When We Lived in Compton
BY KHADIJAH QUEEN
Teenaged boys liked to lean on the hood of my father’s Porsche,
black levis slung below their muscled waists,
crisp white T-shirts with tanks underneath, Jheri curls
oiling the backs of their yokes.
They stayed put when my father, dressed in Armani for his city job,
wavy hair Miami-slick, marched down the stairs rattling his keys.
They turned up their boombox, N.W.A.’s hard-on beats
masking the clip-clip-clip of Ferragamo loafers on pavement.
My father moved toward them, pointing his manicured finger
at the corner of Sloane and Compton as Dopeman, Dopeman
heralds his arrival. He gestured wildly at their sluggish bodies,
and a sudden high pitch meant his voice was breaking.
When they slid from the hood of his prized German silver,
my father shook his head, slammed the door as he plunged
into the driver’s seat, gunned the engine, and threatened to run them over.
But the boys refused to stumble. In their unlaced Cortez sneakers,
they simply strolled to the right, undivided,
boombox still blasting from their shoulders, as if they knew
where he was headed, knew no reason
they should split themselves apart.
Teenaged boys liked to lean on the hood of my father’s Porsche,
black levis slung below their muscled waists,
crisp white T-shirts with tanks underneath, Jheri curls
oiling the backs of their yokes.
They stayed put when my father, dressed in Armani for his city job,
wavy hair Miami-slick, marched down the stairs rattling his keys.
They turned up their boombox, N.W.A.’s hard-on beats
masking the clip-clip-clip of Ferragamo loafers on pavement.
My father moved toward them, pointing his manicured finger
at the corner of Sloane and Compton as Dopeman, Dopeman
heralds his arrival. He gestured wildly at their sluggish bodies,
and a sudden high pitch meant his voice was breaking.
When they slid from the hood of his prized German silver,
my father shook his head, slammed the door as he plunged
into the driver’s seat, gunned the engine, and threatened to run them over.
But the boys refused to stumble. In their unlaced Cortez sneakers,
they simply strolled to the right, undivided,
boombox still blasting from their shoulders, as if they knew
where he was headed, knew no reason
they should split themselves apart.
KHADIJAH QUEEN is the author of Conduit (Akashic Books/Black Goat 2008) and Black Peculiar, which won the Noemi Press Book Award for poetry and is forthcoming in fall 2011. Individual poems appear or are forthcoming in numerous journals and anthologies, such as jubilat and Best American Nonrequired Reading (Houghton Mifflin 2010). A Cave Canem fellow, she holds an MFA in creative writing from Antioch University Los Angeles.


### What to produce
This calls for a word-for-word copy of all the data, with each picture removed.

----- Data

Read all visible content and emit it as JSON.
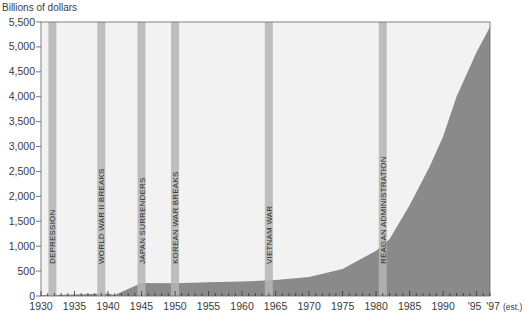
{
  "chart_data": {
    "type": "area",
    "title": "",
    "xlabel": "",
    "ylabel": "Billions of dollars",
    "xlim": [
      1930,
      1997
    ],
    "ylim": [
      0,
      5500
    ],
    "grid": false,
    "legend": null,
    "x_tick_labels": [
      "1930",
      "1935",
      "1940",
      "1945",
      "1950",
      "1955",
      "1960",
      "1965",
      "1970",
      "1975",
      "1980",
      "1985",
      "1990",
      "'95",
      "'97"
    ],
    "x_tick_note": "(est.)",
    "y_tick_labels": [
      "0",
      "500",
      "1,000",
      "1,500",
      "2,000",
      "2,500",
      "3,000",
      "3,500",
      "4,000",
      "4,500",
      "5,000",
      "5,500"
    ],
    "series": [
      {
        "name": "Federal debt (billions of dollars)",
        "x": [
          1930,
          1935,
          1939,
          1940,
          1941,
          1943,
          1945,
          1950,
          1955,
          1960,
          1965,
          1970,
          1975,
          1980,
          1982,
          1985,
          1988,
          1990,
          1992,
          1995,
          1997
        ],
        "values": [
          16,
          30,
          45,
          50,
          20,
          140,
          260,
          257,
          274,
          290,
          320,
          380,
          540,
          910,
          1140,
          1820,
          2600,
          3200,
          4000,
          4900,
          5400
        ]
      }
    ],
    "annotations": [
      {
        "label": "DEPRESSION",
        "year": 1931.7
      },
      {
        "label": "WORLD WAR II BREAKS",
        "year": 1939
      },
      {
        "label": "JAPAN SURRENDERS",
        "year": 1945
      },
      {
        "label": "KOREAN WAR BREAKS",
        "year": 1950
      },
      {
        "label": "VIETNAM WAR",
        "year": 1964
      },
      {
        "label": "REAGAN ADMINISTRATION",
        "year": 1981
      }
    ],
    "colors": {
      "area": "#8a8a8a",
      "background": "#f2f2f2",
      "event_bar": "#b5b5b5",
      "axis": "#555555"
    }
  }
}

----------

### Response to the task
Read all visible content and emit it as JSON.
{
  "chart_data": {
    "type": "area",
    "title": "",
    "xlabel": "",
    "ylabel": "Billions of dollars",
    "xlim": [
      1930,
      1997
    ],
    "ylim": [
      0,
      5500
    ],
    "grid": false,
    "legend": null,
    "x_tick_labels": [
      "1930",
      "1935",
      "1940",
      "1945",
      "1950",
      "1955",
      "1960",
      "1965",
      "1970",
      "1975",
      "1980",
      "1985",
      "1990",
      "'95",
      "'97"
    ],
    "x_tick_note": "(est.)",
    "y_tick_labels": [
      "0",
      "500",
      "1,000",
      "1,500",
      "2,000",
      "2,500",
      "3,000",
      "3,500",
      "4,000",
      "4,500",
      "5,000",
      "5,500"
    ],
    "series": [
      {
        "name": "Federal debt (billions of dollars)",
        "x": [
          1930,
          1935,
          1939,
          1940,
          1941,
          1943,
          1945,
          1950,
          1955,
          1960,
          1965,
          1970,
          1975,
          1980,
          1982,
          1985,
          1988,
          1990,
          1992,
          1995,
          1997
        ],
        "values": [
          16,
          30,
          45,
          50,
          20,
          140,
          260,
          257,
          274,
          290,
          320,
          380,
          540,
          910,
          1140,
          1820,
          2600,
          3200,
          4000,
          4900,
          5400
        ]
      }
    ],
    "annotations": [
      {
        "label": "DEPRESSION",
        "year": 1931.7
      },
      {
        "label": "WORLD WAR II BREAKS",
        "year": 1939
      },
      {
        "label": "JAPAN SURRENDERS",
        "year": 1945
      },
      {
        "label": "KOREAN WAR BREAKS",
        "year": 1950
      },
      {
        "label": "VIETNAM WAR",
        "year": 1964
      },
      {
        "label": "REAGAN ADMINISTRATION",
        "year": 1981
      }
    ],
    "colors": {
      "area": "#8a8a8a",
      "background": "#f2f2f2",
      "event_bar": "#b5b5b5",
      "axis": "#555555"
    }
  }
}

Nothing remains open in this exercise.